Kuo-Hao Ho1,2, Tzu-Wen Huang1,3, Ann-Jeng Liu4, Chwen-Ming Shih1,2, Ku-Chung Chen1,2. 1. Graduate Institute of Medical Sciences, College of Medicine, Taipei Medical University, Taipei 11031, Taiwan. 2. Department of Biochemistry and Molecular Cell Biology, School of Medicine, College of Medicine, Taipei Medical University, Taipei 11031, Taiwan. 3. Department of Microbiology and Immunology, School of Medicine, College of Medicine, Taipei Medical University, Taipei 11031, Taiwan. 4. Department of Neurosurgery, Taipei City Hospital Ren-Ai Branch, Taipei 10629, Taiwan.
Abstract
Background: Heterogeneous features of lung adenocarcinoma (LUAD) are used to stratify patients into terminal respiratory unit (TRU), proximal-proliferative (PP), and proximal-inflammatory (PI) subtypes. A more-accurate subtype classification would be helpful for future personalized medicine. However, these stratifications are based on genes with variant expression levels without considering their tumor-promoting roles. We attempted to identify cancer essential genes for LUAD stratification and their clinical and biological differences. Methods: Essential genes in LUAD were identified using genome-scale CRIPSR screening of RNA sequencing data from Project Achilles and The Cancer Genome Atlas (TCGA). Patients were stratified using consensus clustering. Survival outcomes, genomic alterations, signaling activities, and immune profiles within clusters were investigated using other independent cohorts. Findings: Thirty-six genes were identified as essential to LUAD, and there were used for stratification. Essential gene-classified clusters exhibited distinct survival rates and proliferation signatures across six cohorts. The cluster with the worst prognosis exhibited TP53 mutations, high E2F target activities, and high tumor mutation burdens, and harbored tumors vulnerable to topoisomerase I and poly(ADP ribose) polymerase inhibitors. TRU-type patients could be divided into clinically and molecularly different subgroups based on these essential genes. Conclusions: Our study showed that essential genes to LUAD not only defined patients with different survival rates, but also refined preexisting subtypes.
Background: Heterogeneous features of lung adenocarcinoma (LUAD) are used to stratify patients into terminal respiratory unit (TRU), proximal-proliferative (PP), and proximal-inflammatory (PI) subtypes. A more-accurate subtype classification would be helpful for future personalized medicine. However, these stratifications are based on genes with variant expression levels without considering their tumor-promoting roles. We attempted to identify cancer essential genes for LUAD stratification and their clinical and biological differences. Methods: Essential genes in LUAD were identified using genome-scale CRIPSR screening of RNA sequencing data from Project Achilles and The Cancer Genome Atlas (TCGA). Patients were stratified using consensus clustering. Survival outcomes, genomic alterations, signaling activities, and immune profiles within clusters were investigated using other independent cohorts. Findings: Thirty-six genes were identified as essential to LUAD, and there were used for stratification. Essential gene-classified clusters exhibited distinct survival rates and proliferation signatures across six cohorts. The cluster with the worst prognosis exhibited TP53 mutations, high E2F target activities, and high tumor mutation burdens, and harbored tumors vulnerable to topoisomerase I and poly(ADP ribose) polymerase inhibitors. TRU-type patients could be divided into clinically and molecularly different subgroups based on these essential genes. Conclusions: Our study showed that essential genes to LUAD not only defined patients with different survival rates, but also refined preexisting subtypes.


== Exercise prompt ==
Which of the lines below hold the word "values"? Pull each of them out.

Dataset entries on figures:

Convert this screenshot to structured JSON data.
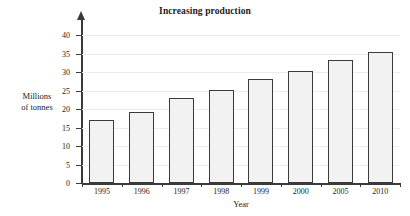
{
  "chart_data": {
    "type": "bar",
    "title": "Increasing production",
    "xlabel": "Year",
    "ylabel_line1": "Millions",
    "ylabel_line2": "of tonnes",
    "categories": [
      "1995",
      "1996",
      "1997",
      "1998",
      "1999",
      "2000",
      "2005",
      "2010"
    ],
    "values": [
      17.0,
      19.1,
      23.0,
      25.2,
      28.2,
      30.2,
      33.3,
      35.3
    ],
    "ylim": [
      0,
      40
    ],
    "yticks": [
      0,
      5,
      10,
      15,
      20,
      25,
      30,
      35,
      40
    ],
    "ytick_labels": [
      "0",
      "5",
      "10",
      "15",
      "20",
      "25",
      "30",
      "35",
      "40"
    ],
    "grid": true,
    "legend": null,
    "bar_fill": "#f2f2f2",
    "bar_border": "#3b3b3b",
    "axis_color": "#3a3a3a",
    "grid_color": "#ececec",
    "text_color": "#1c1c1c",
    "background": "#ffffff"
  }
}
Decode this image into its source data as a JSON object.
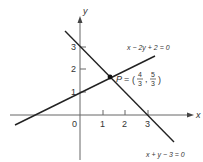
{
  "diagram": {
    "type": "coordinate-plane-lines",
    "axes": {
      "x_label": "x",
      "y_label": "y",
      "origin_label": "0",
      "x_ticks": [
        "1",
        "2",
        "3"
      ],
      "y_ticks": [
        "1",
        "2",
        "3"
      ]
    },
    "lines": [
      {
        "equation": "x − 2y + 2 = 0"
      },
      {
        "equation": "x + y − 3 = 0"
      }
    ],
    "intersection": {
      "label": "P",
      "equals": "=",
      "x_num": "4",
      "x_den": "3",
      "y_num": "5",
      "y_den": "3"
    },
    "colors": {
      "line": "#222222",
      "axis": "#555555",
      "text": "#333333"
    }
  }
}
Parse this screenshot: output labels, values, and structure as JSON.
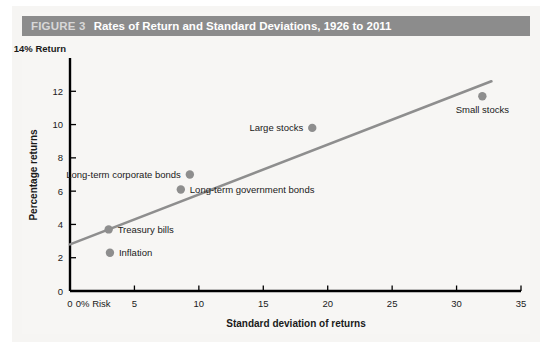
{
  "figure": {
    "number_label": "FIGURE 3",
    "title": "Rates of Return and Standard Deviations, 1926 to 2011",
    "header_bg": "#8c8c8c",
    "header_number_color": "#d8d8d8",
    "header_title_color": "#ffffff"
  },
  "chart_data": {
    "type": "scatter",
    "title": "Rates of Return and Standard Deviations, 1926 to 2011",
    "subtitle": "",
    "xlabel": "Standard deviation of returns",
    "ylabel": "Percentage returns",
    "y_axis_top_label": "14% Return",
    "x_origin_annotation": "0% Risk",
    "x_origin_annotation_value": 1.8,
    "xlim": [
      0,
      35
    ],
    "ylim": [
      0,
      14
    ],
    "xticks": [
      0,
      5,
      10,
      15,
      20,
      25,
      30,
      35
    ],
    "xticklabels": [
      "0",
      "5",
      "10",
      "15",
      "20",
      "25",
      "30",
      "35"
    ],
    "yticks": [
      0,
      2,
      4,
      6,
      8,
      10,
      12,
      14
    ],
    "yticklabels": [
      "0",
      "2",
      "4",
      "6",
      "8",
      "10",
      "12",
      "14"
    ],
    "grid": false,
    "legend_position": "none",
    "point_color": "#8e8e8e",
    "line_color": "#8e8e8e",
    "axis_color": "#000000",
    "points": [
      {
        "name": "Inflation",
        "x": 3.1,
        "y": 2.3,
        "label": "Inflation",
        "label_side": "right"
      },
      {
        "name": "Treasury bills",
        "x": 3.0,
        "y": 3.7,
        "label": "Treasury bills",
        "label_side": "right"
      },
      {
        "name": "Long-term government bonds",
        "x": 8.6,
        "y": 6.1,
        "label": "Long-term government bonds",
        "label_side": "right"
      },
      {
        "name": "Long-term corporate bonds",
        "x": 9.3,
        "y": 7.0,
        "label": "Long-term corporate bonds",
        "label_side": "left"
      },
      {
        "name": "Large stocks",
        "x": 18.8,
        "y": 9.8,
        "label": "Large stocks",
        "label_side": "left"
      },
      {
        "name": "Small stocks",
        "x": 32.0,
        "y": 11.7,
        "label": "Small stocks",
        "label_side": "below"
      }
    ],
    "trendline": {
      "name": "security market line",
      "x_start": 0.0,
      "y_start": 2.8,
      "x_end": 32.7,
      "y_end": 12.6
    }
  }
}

...

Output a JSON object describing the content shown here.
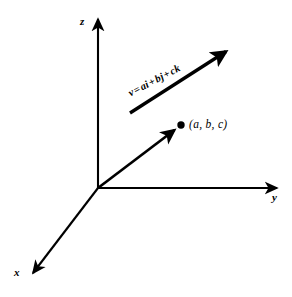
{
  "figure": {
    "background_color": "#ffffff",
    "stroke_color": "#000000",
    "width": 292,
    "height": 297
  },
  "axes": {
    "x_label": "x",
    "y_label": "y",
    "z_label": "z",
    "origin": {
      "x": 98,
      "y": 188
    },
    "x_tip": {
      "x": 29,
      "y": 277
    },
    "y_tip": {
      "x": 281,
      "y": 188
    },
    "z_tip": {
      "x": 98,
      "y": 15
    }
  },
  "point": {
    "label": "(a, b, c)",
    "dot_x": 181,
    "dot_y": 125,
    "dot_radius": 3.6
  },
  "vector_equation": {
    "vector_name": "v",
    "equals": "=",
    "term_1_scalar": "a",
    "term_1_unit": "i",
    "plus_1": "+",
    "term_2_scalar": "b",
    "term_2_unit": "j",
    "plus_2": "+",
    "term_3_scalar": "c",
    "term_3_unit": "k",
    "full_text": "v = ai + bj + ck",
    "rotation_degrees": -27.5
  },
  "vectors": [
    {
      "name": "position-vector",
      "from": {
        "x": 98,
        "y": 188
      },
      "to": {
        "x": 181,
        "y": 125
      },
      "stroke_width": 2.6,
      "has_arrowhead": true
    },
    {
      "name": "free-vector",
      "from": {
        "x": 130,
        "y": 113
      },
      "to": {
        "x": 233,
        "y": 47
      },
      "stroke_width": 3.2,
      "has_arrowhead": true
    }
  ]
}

== Exercise response ==
    "values": [
Parse this screenshot: output labels, values, and structure as JSON.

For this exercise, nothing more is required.